We believe that democratic decision making should extend into every corridor, building and financial institution in every corner of these 32 counties. That economic democracy is the basis upon which a 32 County Socialist Republic will thrive. That decision making should not be reserved to the gate-keepers of the economy, but that every citizen should hold a key to the gate.

Missy Chan laid a wreath commemorating all those who have died in the pursuit of a Socialist Republic.
Missy Chan laid a wreath commemorating all those who have died in the pursuit of a Socialist Republic.

The working class has been forced for too long now to pay the gambling debts of a parasitic class of bankers and property speculators. Driven into debt slavery in order to rescue the rotten class privilege of the capitalist system. 

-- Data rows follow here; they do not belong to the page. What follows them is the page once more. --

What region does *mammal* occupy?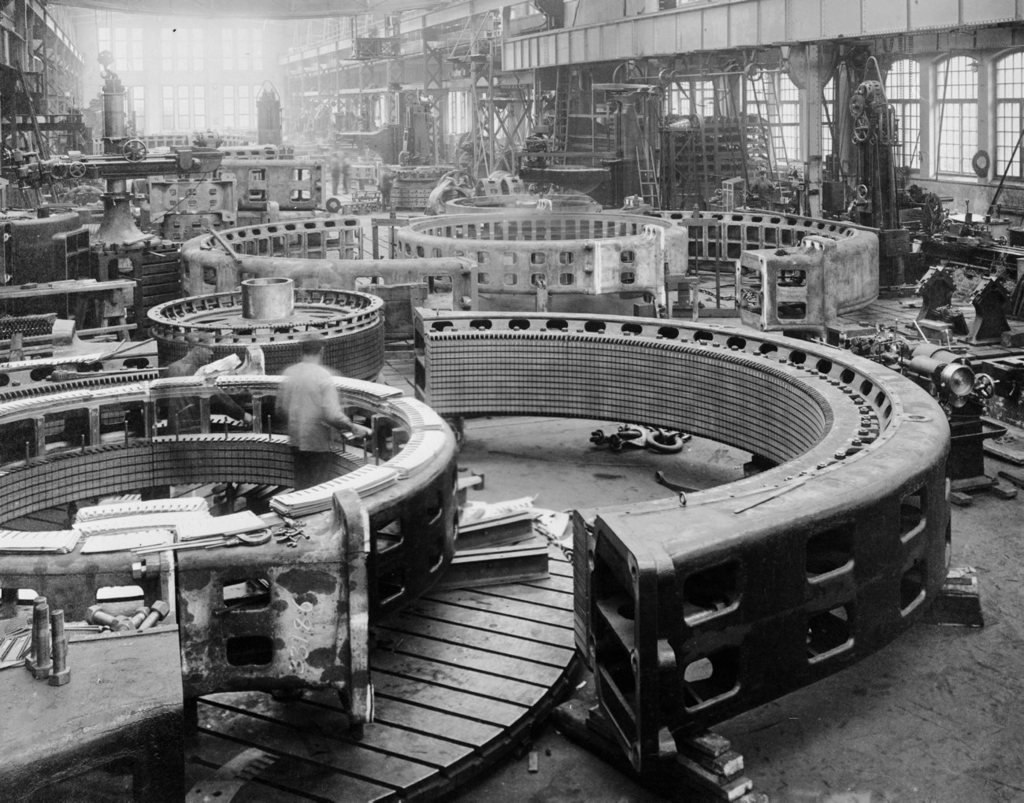
[268,324,365,507].
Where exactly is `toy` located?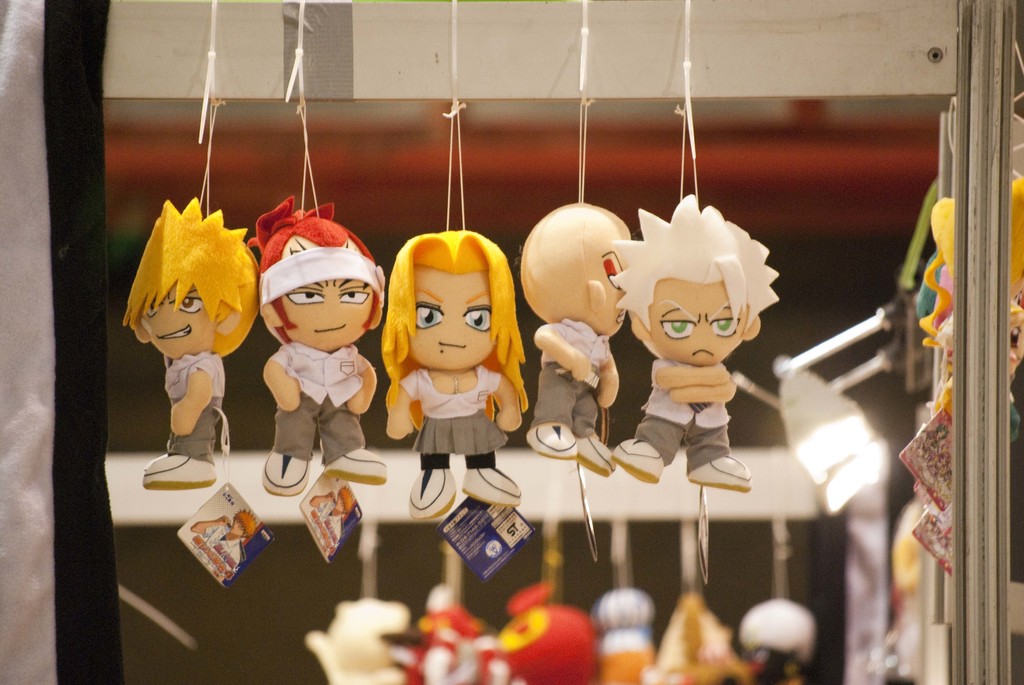
Its bounding box is rect(304, 597, 409, 684).
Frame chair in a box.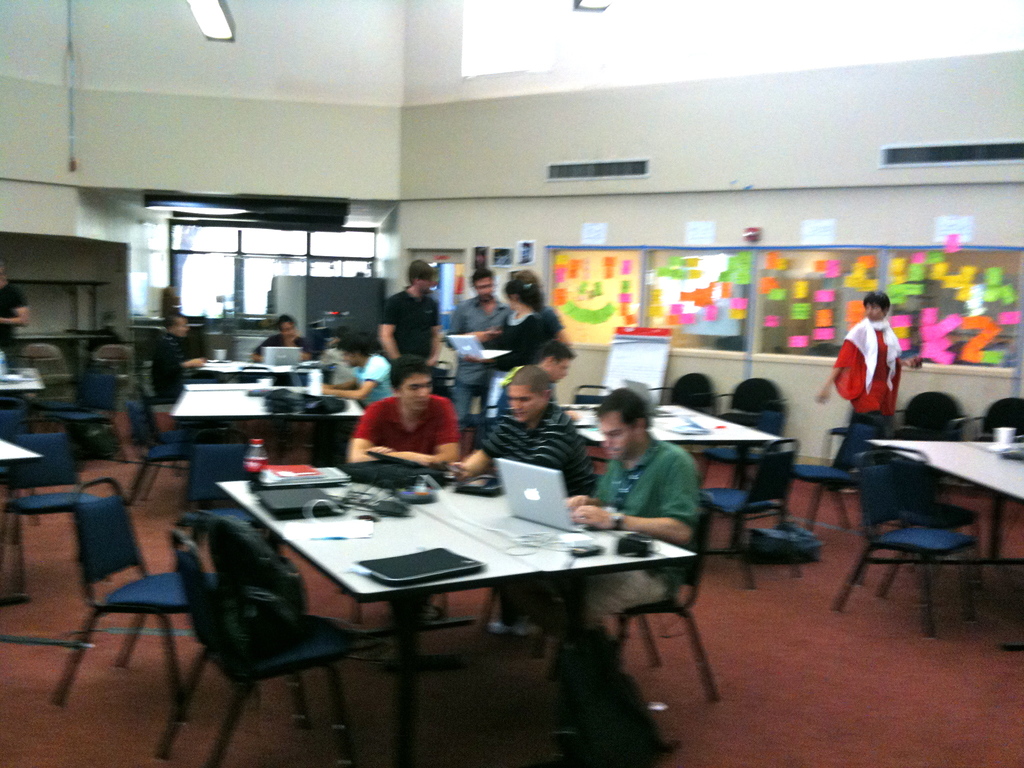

Wages continue to drop in real terms across the island as inflation and the cost of living drive normal working people to food banks.

And this great tragedy is not one faced only by the Irish people. These issues and more are the daily concern of the global masses. 

The Palestinian people have themselves suffered, and continue to suffer, a great tragedy.

Today falls on the eve of what the Palestinians call ‘Al Nakba’ – the catastrophe.

On the 15th of May 1948, hundreds of thousands of Palestinians were forced out of their villages, farms and homes, which they had lived in for many generations. 

Tens of thousands were massacred by Zionist forces as part of a huge land grab of Palestinian territory. This coincided with the ending of British control of the Palestinian territory and the effective handing over of the land to zionist forces.

Britain had no moral, political or legal right to promise the land that belonged to the Palestinians to another people.

In recent days the situation in Palestine has again been brought into sharp focus.

Journalist Shireen Abu Akleh, 51, was shot in Jenin in the West Bank on Wednesday morning while wearing a helmet and a protective jacket labelled ‘press’ whilst working for Al Jazeera’s Arabic language channel. 

Unarmed, she was shot down in cold blood by zionist foot soldiers intent on hiding the truth. 

Not content with taking her life, they removed what dignity she had left by covering up the nature of her killing and then brutally attacking her funeral and those who mourned her.

These scenes are all too familiar to us in Ireland, having witnessed the brutality of the occupation here and its response to mourners at Republican funerals.

For decades Irish Republicans have supported the Palestinian people in their pursuit of a country free from foreign occupation.

Lasair Dhearg, in conjunction with other revolutionaries throughout the world, will continue in that support and we call on people throughout Ireland to remember Al Nakba and call for the expulsion of settlers from land they have stolen.

The Palestinian Nakba did not end in 1948. The ethnic cleansing of Palestine is still happening, and so too is Palestinian resistance.

Like Palestine, we too must continue to resist. The business of Easter Week 1916 remains unfinished.

The task facing the present generation of Irish socialists and republicans is no less daunting than that faced by the women and men who marched out from Liberty Hall on Easter Monday 1916.

Capitalism and imperialism remain in the ascendant.

The Six Counties remains under British occupation.

Finance capital and its international agents rule the Twenty Six Counties.

The working class across Ireland continues to be sacrificed to rescue the rotten, corrupt system of capitalism.

We must all commit ourselves to uprooting that system and playing our part in completing that task commenced during Easter Week in 1916: the establishment of a Socialist Republic.

It is the only fitting tribute we can pay to all of those republicans and socialists who have gone before us.

Ar aghaidh linn le chéile. Beirigí bua.”